Thirdly. I am further directed, respectfully, to represent that the toleration of these armed enemies of the United States, whilst known to be carrying on these hostile practices, now fully revealed within the British realm and its dependencies, without restraint of any kind, cannot be regarded as an exercise of the unquestioned right of sheltering political exiles, but rather as equivalent to permitting them to abuse that right for the purpose of more effectually availing themselves of British and and co-operation, now notoriously given them, in waging war with a country with which Great Britain is at peace.

Fourthly. It is the deliberate conviction of my government that there has been and continues to be in all these proceedings a fixed purpose to plunge Great Britain into a war with the United States, in order to extricate the conspirators from the perilous embarrassments in which they have involved themselves. The tendency to produce that evil is so obvious that it would seem to call for the strongest and most persevering efforts of both countries to prevent it.

Fifthly. It has been the desire of my government, under the constant pressure of these annoyances which have so materially contributed to procrastinate the painful struggle, to bear itself in the spirit and in the manner best calculated to defeat this wicked design, without giving cause of offence or irritation to her Majesty’s government or to the British people.

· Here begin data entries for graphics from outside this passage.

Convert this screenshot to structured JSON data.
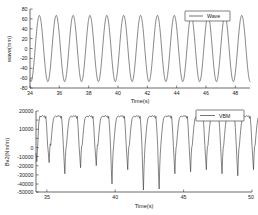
{
  "figure": {
    "background_color": "#ffffff",
    "line_color": "#3a3a3a"
  },
  "chart_data": [
    {
      "type": "line",
      "id": "wave-chart",
      "title": "",
      "xlabel": "Time(s)",
      "ylabel": "wave(mm)",
      "xlim": [
        34,
        49
      ],
      "ylim": [
        -80,
        80
      ],
      "xticks": [
        34,
        36,
        38,
        40,
        42,
        44,
        46,
        48
      ],
      "xtick_labels": [
        "34",
        "36",
        "38",
        "40",
        "42",
        "44",
        "46",
        "48"
      ],
      "yticks": [
        -80,
        -60,
        -40,
        -20,
        0,
        20,
        40,
        60,
        80
      ],
      "ytick_labels": [
        "-80",
        "-60",
        "-40",
        "-20",
        "0",
        "20",
        "40",
        "60",
        "80"
      ],
      "grid": false,
      "legend_position": "top-right",
      "series": [
        {
          "name": "Wave",
          "color": "#3a3a3a",
          "description": "regular sinusoidal wave elevation, period about 1.15 s, amplitude about 67 mm",
          "period": 1.15,
          "amplitude": 67,
          "phase_deg": 250,
          "mean": 0,
          "n_cycles": 13
        }
      ]
    },
    {
      "type": "line",
      "id": "vbm-chart",
      "title": "",
      "xlabel": "Time(s)",
      "ylabel": "Bv2(Nm/m)",
      "xlim": [
        34.2,
        50
      ],
      "ylim": [
        -60000,
        20000
      ],
      "xticks": [
        35,
        40,
        45,
        50
      ],
      "xtick_labels": [
        "35",
        "40",
        "45",
        "50"
      ],
      "yticks": [
        -50000,
        -40000,
        -30000,
        -20000,
        -10000,
        0,
        10000,
        20000
      ],
      "ytick_labels": [
        "-50000",
        "-40000",
        "-30000",
        "-20000",
        "-10000",
        "0",
        "10000",
        "20000"
      ],
      "grid": false,
      "legend_position": "top-right",
      "series": [
        {
          "name": "VBM",
          "color": "#3a3a3a",
          "description": "vertical bending moment with flat sagging plateaus near 15000 and sharp hogging spikes down to between -35000 and -58000",
          "plateau_level": 15000,
          "period": 1.15,
          "spike_minima": [
            -31000,
            -42000,
            -36000,
            -34000,
            -52000,
            -38000,
            -58000,
            -57000,
            -42000,
            -40000,
            -38000,
            -42000,
            -44000,
            -38000
          ],
          "n_cycles": 14
        }
      ]
    }
  ]
}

The President sincerely wishes that he could suggest any adequate remedy for the deplorable state of things thus presented that is not inconsistent with the policy which Great Britain has pursued in regard to this insurrection. It must ever be his opinion that it has directly resulted, although unexpectedly and unintentionally on the part of her Majesty’s government, from the earliest steps taken in that policy. The speedy recognition of the insurgents at a moment when they were without navy, ports, courts, or coasts as a belligerent power on the ocean, was unquestionably construed by them, and ill-disposed British subjects conspiring with them, as an invitation to use British ports, ships, men, money, and coasts, so as to make themselves the naval power which they never could by any possibility become from their own unaided resources.

Indications of active co-operation in the designs of the insurgents have been all along but too painfully apparent in British communities. The evidences have already constituted a large part of the correspondence which I have had the honor to conduct with your lordship since the day of my arrival. And much more that I have been unable to put into official form has not escaped my observation. None of these movements, however, are likely to assume so dangerous a character as those which are perceived to originate, or to be encouraged, in territories coterminous with those of the United States, where the opportunities abound for aggressive and injurious acts, and the temptation as well as the power to retaliate is correspondingly strong. It must be manifest that this danger is one which my government can do no more to avert than it has already done. If it is to be prevented at all, it would seem that a resort to some measures of greater stringency than have as yet been taken is necessary on the part of her Majesty’s government.

In making in the most respectful manner these frank explanations of the difficulties under which the respective countries at present labor, I pray your lordship to believe that my government is desirous to act in a spirit of perfect friendliness, and with an earnest desire to confirm the most cordial relations between them. Having acquitted myself of the duty with which I have been charged, I propose for the present most respectfully to leave the whole subject to your lordship’s just consideration.

I pray your lordship to accept the assurances of the highest consideration with which I have the honor to be, my lord, your most obedient servant,

CHARLES FRANCIS ADAMS.

Right Hon. Earl Russell, &c., &c., &c.

Sources
FRUS u2014 Papers Relating to Foreign Affairs, Accompanying the Annual Message of the President to the Second Session Thirty-eighth View original source ↗
U.S. Department of State, Office of the Historian. Papers Relating to Foreign Affairs, Accompanying the Annual Message of the President to the Second Session Thirty-eighth.